Of course, it's going to get you shunned and banned by all right
thinking lockstep rubber stamp «journalists».
Not exact matches
You'd
think that corporate debt would grow in proportion to total sales, as this additional debt is used to fund investments in productive activities that create more sales and contribute to the economy, and that higher sales, and presumably higher earnings would create a proportionate increase in the value of the company, and thus in its stock price, and that they all go up together, not in
lockstep but over time more or less at the same rate.
We
think wealth management firms will also move in
lockstep when it comes to bolstering their ability to show how their advisers fulfill fiduciary duties
Many Atheist
think of all Christians as «
lockstep» where as you can barely get Christians to agree on everything within a single denomination, so explain how do you figure this grand Christian theocracy would come into being?
You do, however, ooze contempt for anyone who isn't
lockstep with your
thoughts and opinions, evidenced by your posts to me above.
My dad used to
think that all whites were
lockstep in
thinking as well.
(Just remember, children don't develop in
lockstep; there's always a lot of room for «normal development,» so don't
think the ages guidelines are hard and fast.)
I believe inflation is understated in the US, and I
think that the idea is growing in the populace, while Ph.D. economists stay in
lockstep with the guild, and deny it.
Indeed, seemingly unrelated assets moved in
lockstep, and portfolios once
thought to be diversified did not weather the storm.
Different sectors of the global economy don't move in perfect
lockstep, so natively the return drivers of the assets are 60 - 90 % correlated (the asset side of correlation,
think of how the cost of capital moves in a correlated way across companies).
These don't move in perfect
lockstep, so natively the return drivers of the risky components of the assets are 60 - 90 % correlated over the long run (the asset side of correlation,
think of how the cost of capital moves in a correlated way across companies).
The ideal should not be scientists who
think in
lockstep, but those in the proud mold of the skeptic, who takes a hard look at the data and proves conventional wisdom wrong.
Climatologists have generally
thought that the various part of the spectrum would vary in
lockstep with changes in total solar irradiance.
Energy and economic growth always grew in
lockstep, went the conventional argument, and to
think otherwise was dangerously naive.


* Exercise prompt *
Retype everything in the listing, leaving each line exactly as it is.

* Given records *
____________________

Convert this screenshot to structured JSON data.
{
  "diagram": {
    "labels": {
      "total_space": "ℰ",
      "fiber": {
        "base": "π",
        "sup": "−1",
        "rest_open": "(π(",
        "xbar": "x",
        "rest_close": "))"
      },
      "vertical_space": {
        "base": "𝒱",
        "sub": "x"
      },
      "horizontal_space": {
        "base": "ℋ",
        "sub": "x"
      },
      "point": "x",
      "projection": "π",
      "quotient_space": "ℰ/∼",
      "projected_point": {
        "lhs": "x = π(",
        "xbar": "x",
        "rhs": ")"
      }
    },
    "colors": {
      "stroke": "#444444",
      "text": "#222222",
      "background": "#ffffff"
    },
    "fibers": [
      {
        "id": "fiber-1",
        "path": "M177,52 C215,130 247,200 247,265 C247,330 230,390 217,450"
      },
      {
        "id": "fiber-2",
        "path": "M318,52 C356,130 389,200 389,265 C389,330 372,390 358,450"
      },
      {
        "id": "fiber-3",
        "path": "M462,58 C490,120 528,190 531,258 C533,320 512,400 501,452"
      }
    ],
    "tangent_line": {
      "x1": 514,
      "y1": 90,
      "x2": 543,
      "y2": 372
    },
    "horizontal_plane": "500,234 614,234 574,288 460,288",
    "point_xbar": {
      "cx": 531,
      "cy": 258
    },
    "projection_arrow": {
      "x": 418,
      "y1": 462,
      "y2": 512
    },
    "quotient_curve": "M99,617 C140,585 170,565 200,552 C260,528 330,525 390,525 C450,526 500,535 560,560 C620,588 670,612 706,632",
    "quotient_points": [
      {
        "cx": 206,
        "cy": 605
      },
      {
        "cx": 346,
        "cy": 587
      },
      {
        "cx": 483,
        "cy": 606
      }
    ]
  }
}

____________________

* Result *
Convert this screenshot to structured JSON data.
{
  "diagram": {
    "labels": {
      "total_space": "ℰ",
      "fiber": {
        "base": "π",
        "sup": "−1",
        "rest_open": "(π(",
        "xbar": "x",
        "rest_close": "))"
      },
      "vertical_space": {
        "base": "𝒱",
        "sub": "x"
      },
      "horizontal_space": {
        "base": "ℋ",
        "sub": "x"
      },
      "point": "x",
      "projection": "π",
      "quotient_space": "ℰ/∼",
      "projected_point": {
        "lhs": "x = π(",
        "xbar": "x",
        "rhs": ")"
      }
    },
    "colors": {
      "stroke": "#444444",
      "text": "#222222",
      "background": "#ffffff"
    },
    "fibers": [
      {
        "id": "fiber-1",
        "path": "M177,52 C215,130 247,200 247,265 C247,330 230,390 217,450"
      },
      {
        "id": "fiber-2",
        "path": "M318,52 C356,130 389,200 389,265 C389,330 372,390 358,450"
      },
      {
        "id": "fiber-3",
        "path": "M462,58 C490,120 528,190 531,258 C533,320 512,400 501,452"
      }
    ],
    "tangent_line": {
      "x1": 514,
      "y1": 90,
      "x2": 543,
      "y2": 372
    },
    "horizontal_plane": "500,234 614,234 574,288 460,288",
    "point_xbar": {
      "cx": 531,
      "cy": 258
    },
    "projection_arrow": {
      "x": 418,
      "y1": 462,
      "y2": 512
    },
    "quotient_curve": "M99,617 C140,585 170,565 200,552 C260,528 330,525 390,525 C450,526 500,535 560,560 C620,588 670,612 706,632",
    "quotient_points": [
      {
        "cx": 206,
        "cy": 605
      },
      {
        "cx": 346,
        "cy": 587
      },
      {
        "cx": 483,
        "cy": 606
      }
    ]
  }
}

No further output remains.